I am not sure I should admit this (aloud). At least not in this thread, or anywhere else in this Forum, come to think of it...
I have never read The Hobbit or The Silmarillion.
<ducks and awaits first blow>
And I was terribly, embarrassingly slow in discovering The Lord of the Rings. I first read that one when I was 35 or something.
<remains ducked>
If you grew up in the 60's and 70's in the Netherlands, reading the Lord of the Rings was kind of a cult thing, among students. My oldest brother (having studied biology) had the 3 books of the Ring in his bookcase. I don't know if he had actually read them, I never heard him talk about it. The weird thing is, from my 16th onwards I have been a fervent SFF reader, but reading Tolkien never seriously entered my mind. Somewhere, somehow the books looked boring to me.
I was about 18 or 19 when I made a remarkable and life changing discovery. Not all the books in the world got translated into Dutch. Be it published in English, French, Chinese or Alpha Centaurian, it mattered not, a translation was not something you could blindly count on. It needed a publisher who reckoned it would be worthwhile, financially. Which is always difficult in a relatively small market like the Dutch speaking community.
So I made a, initially slow and careful, switch to the English section and - Lo and behold! - suddenly the amount of titles to choose from had doubled, tripled, quadrupled! And as a bonus, English books were decidedly cheaper than the Dutch versions.
And then, finally, probably around 1988, I encountered The Lord of the Rings in one volume, complete with Index and Appendices, published by Unwin Paperbacks for GBP 8.95 (though I must have paid for it in Dutch Guilders) and consisting of 1193 pages.
I have this weakness. The more pages a book has, the more likely it is I will fall for it. Some people have this with covers, the title or the blurp on the backside, with me it is the size. And 1193 pages totally did it for me.
I took it with me on my holiday that year, which would have been in July I guess, but needed until October to finish it. The story dragged somewhat here, there and back again. And the prose was archaic, not what I was used to. But I fell in love with it, with the book but mostly the language. I learned a lot from that reading experience (patience, among other things).
So, for me it wasn't so much about discovering Tolkien, but discovering a love for English. It did however not make me go and read Tolkien's other books.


(WORK TO BE COMPLETED)
What is needed here is an exact copy of every entry.

[GIVEN RECORDS Boundary: Start]

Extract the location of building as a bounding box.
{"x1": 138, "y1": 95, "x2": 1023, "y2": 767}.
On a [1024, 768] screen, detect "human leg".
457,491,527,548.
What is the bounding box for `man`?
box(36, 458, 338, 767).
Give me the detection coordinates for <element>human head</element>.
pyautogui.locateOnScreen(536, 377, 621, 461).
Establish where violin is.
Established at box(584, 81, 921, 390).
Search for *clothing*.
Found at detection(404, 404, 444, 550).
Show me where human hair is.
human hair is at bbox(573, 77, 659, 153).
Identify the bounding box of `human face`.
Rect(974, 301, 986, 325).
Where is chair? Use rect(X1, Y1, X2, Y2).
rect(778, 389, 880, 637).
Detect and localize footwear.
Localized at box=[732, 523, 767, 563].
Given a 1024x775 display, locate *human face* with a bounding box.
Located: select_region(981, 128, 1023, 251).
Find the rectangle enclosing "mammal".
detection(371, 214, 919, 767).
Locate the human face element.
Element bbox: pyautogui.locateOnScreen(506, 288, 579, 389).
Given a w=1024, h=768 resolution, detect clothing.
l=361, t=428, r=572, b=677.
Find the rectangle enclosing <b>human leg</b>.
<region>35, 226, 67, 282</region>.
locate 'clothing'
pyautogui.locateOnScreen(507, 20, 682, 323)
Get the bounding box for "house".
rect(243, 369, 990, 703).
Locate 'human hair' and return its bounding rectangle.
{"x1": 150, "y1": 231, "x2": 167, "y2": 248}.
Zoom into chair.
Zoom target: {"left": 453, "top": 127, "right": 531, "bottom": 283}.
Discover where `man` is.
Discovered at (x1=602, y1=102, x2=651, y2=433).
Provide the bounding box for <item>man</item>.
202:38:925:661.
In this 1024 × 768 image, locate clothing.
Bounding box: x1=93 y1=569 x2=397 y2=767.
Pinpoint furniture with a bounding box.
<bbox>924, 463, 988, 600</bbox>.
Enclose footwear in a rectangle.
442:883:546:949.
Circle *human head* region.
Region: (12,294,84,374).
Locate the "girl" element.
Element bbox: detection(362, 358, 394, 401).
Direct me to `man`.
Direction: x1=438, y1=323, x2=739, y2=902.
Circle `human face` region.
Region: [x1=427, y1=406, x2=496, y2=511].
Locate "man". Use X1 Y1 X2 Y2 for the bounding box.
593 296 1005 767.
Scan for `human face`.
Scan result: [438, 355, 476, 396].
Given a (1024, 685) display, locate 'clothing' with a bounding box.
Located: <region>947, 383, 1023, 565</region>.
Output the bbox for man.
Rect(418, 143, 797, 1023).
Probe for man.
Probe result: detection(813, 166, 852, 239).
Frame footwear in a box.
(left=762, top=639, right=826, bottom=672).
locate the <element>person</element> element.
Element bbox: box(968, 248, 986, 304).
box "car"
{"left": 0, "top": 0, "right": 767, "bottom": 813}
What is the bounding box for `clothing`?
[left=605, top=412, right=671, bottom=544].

[GIVEN RECORDS Boundary: End]

(SOLUTION)
Extract the location of building as a bounding box.
{"x1": 138, "y1": 95, "x2": 1023, "y2": 767}.
On a [1024, 768] screen, detect "human leg".
457,491,527,548.
What is the bounding box for `man`?
box(36, 458, 338, 767).
Give me the detection coordinates for <element>human head</element>.
pyautogui.locateOnScreen(536, 377, 621, 461).
Establish where violin is.
Established at box(584, 81, 921, 390).
Search for *clothing*.
Found at detection(404, 404, 444, 550).
Show me where human hair is.
human hair is at bbox(573, 77, 659, 153).
Identify the bounding box of `human face`.
Rect(974, 301, 986, 325).
Where is chair? Use rect(X1, Y1, X2, Y2).
rect(778, 389, 880, 637).
Detect and localize footwear.
Localized at box=[732, 523, 767, 563].
Given a 1024x775 display, locate *human face* with a bounding box.
Located: select_region(981, 128, 1023, 251).
Find the rectangle enclosing "mammal".
detection(371, 214, 919, 767).
Locate the human face element.
Element bbox: pyautogui.locateOnScreen(506, 288, 579, 389).
Given a w=1024, h=768 resolution, detect clothing.
l=361, t=428, r=572, b=677.
Find the rectangle enclosing <b>human leg</b>.
<region>35, 226, 67, 282</region>.
locate 'clothing'
pyautogui.locateOnScreen(507, 20, 682, 323)
Get the bounding box for "house".
rect(243, 369, 990, 703).
Locate 'human hair' and return its bounding rectangle.
{"x1": 150, "y1": 231, "x2": 167, "y2": 248}.
Zoom into chair.
Zoom target: {"left": 453, "top": 127, "right": 531, "bottom": 283}.
Discover where `man` is.
Discovered at (x1=602, y1=102, x2=651, y2=433).
Provide the bounding box for <item>man</item>.
202:38:925:661.
In this 1024 × 768 image, locate clothing.
Bounding box: x1=93 y1=569 x2=397 y2=767.
Pinpoint furniture with a bounding box.
<bbox>924, 463, 988, 600</bbox>.
Enclose footwear in a rectangle.
442:883:546:949.
Circle *human head* region.
Region: (12,294,84,374).
Locate the "girl" element.
Element bbox: detection(362, 358, 394, 401).
Direct me to `man`.
Direction: x1=438, y1=323, x2=739, y2=902.
Circle `human face` region.
Region: [x1=427, y1=406, x2=496, y2=511].
Locate "man". Use X1 Y1 X2 Y2 for the bounding box.
593 296 1005 767.
Scan for `human face`.
Scan result: [438, 355, 476, 396].
Given a (1024, 685) display, locate 'clothing' with a bounding box.
Located: <region>947, 383, 1023, 565</region>.
Output the bbox for man.
Rect(418, 143, 797, 1023).
Probe for man.
Probe result: detection(813, 166, 852, 239).
Frame footwear in a box.
(left=762, top=639, right=826, bottom=672).
locate the <element>person</element> element.
Element bbox: box(968, 248, 986, 304).
box "car"
{"left": 0, "top": 0, "right": 767, "bottom": 813}
What is the bounding box for `clothing`?
[left=605, top=412, right=671, bottom=544].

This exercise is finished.